28      There has been some delay, predominantly caused by the COVID pandemic in finalising your cases.  That delay has caused your stress and anxiety.  You faced three trials as a result of a ruling of this court and the resultant delay and the stress it has caused you are matters which I take into account in sentencing you.

29      Finally, I accept that COVID-19 has made your time on remand and is likely to make your future incarceration more onerous.  There are reduced visits, loss of programs, lockdowns and quarantine periods that all make your imprisonment more onerous and mitigate the sentence to be imposed in your case.

30      That said, your offending was extremely violent.  You brutalised and raped the person you claimed to love.  You viciously attacked and threatened her when she was pregnant.  Your moral culpability in my view is high.  Principals of general deterrence and denunciation are significant facts in your case.  You also need to be specifically deterred from repeated offending in the future.

31      Given your significant criminal history and the repeated violent nature of your offending, I regard your prospects for rehabilitation as grim.  You have absolutely no remorse for your violent offending.  On all charges you are convicted.  On indictment 12867206.2B Charge 1, common assault, you are sentenced to six months imprisonment.  Charge 2, common assault, you are sentenced to six months imprisonment.  On Charge 4, rape, you are sentenced to eight years and six months imprisonment.  I order that three months of each of the sentences on Charges 1 and 2 be served cumulatively on Charge 4, the base sentence on that indictment.  That is an effective term of imprisonment of nine years on that indictment.

32      

On indictment 12867206.2D on Charge 1, common assault, you are sentenced to six months imprisonment.  Charge 2, threat to kill, you are sentenced to


nine months imprisonment.  On Charge 3, common assault, you are sentenced to nine months imprisonment.  On Charge 4, common assault, you are sentenced to three months imprisonment.  On Charge 5, threat to kill, you are sentenced to 12 months imprisonment and on Charge 7, recklessly causing injury, you are sentenced to nine months imprisonment.  I order that


three months of each of the sentences imposed on Charges 2, 3 and 7 be served cumulatively on the sentence imposed on Charge 5, the base sentence on that indictment.  That is an effective term of imprisonment of one year and nine months on that indictment.

33 On indictment 12867206.2E Charge 1 and Charge 2, the two charges one of possess cannabis and one of possess methamphetamine you are fined an aggregate sum of $500 on both charges. On the related summary offences of contravening bail conditions, possession of a prohibited weapon and possessing cartridge ammunition, I impose an aggregate term of imprisonment of one month. I indicate that pursuant to s6AAA but for your pleas of guilty on those matters, I would have imposed a sentence of two months imprisonment.

34      I direct that 12 months of the sentence imposed on indictment 12867206.2D be served cumulatively on the sentence imposed on indictment 12867206.2B.  That is an effective total term of imprisonment of 10 years and I order that you serve six years and six months of that sentence before being eligible for parole.

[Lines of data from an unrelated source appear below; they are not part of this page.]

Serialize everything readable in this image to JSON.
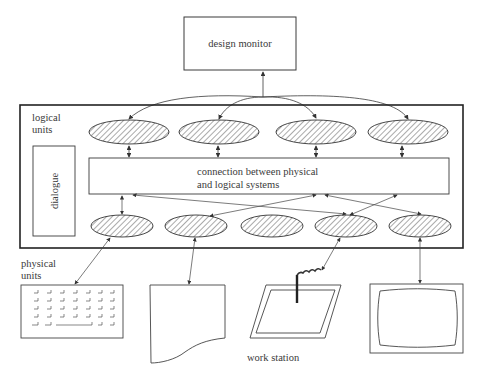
{
  "diagram": {
    "design_monitor": {
      "label": "design monitor"
    },
    "logical_units": {
      "label_line1": "logical",
      "label_line2": "units",
      "count": 4
    },
    "dialogue": {
      "label": "dialogue"
    },
    "connection": {
      "line1": "connection between physical",
      "line2": "and logical systems"
    },
    "physical_layer": {
      "ellipse_count": 5
    },
    "physical_units": {
      "label_line1": "physical",
      "label_line2": "units",
      "devices": [
        "keyboard",
        "printer-paper",
        "graphics-tablet",
        "display-screen"
      ]
    },
    "work_station": {
      "label": "work station"
    }
  },
  "colors": {
    "stroke": "#3a3a3a",
    "hatch": "#555555",
    "text": "#3a3a3a",
    "background": "#ffffff"
  }
}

35      HIS HONOUR:  What's the current PSD?

36      MS JOOSTEN:  Your Honour it's 1247 days not including today's date.

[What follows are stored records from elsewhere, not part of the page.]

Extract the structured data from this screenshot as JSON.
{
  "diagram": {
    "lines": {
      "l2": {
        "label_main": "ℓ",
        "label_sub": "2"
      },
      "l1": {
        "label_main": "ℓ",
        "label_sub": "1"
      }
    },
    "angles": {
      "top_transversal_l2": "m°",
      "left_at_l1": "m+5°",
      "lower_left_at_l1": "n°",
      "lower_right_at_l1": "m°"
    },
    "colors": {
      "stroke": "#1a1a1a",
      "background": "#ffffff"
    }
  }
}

37      HIS HONOUR:  I declare that 1247 days of the sentence that I have just imposed, not including today, has already been served by way of pre-sentence detention.  I make the ancillary orders sought by the prosecution.

38      HIS HONOUR:  Anything else?

39      MS JOOSTEN:  Nothing Your Honour.

40      MR HAYWARD:  Nothing from me.

41      HIS HONOUR:  All right, terminate the link please.

42      MR HAYWARD:  As Your Honour pleases.

43      HIS HONOUR:  All right I'll adjourn until next Wednesday.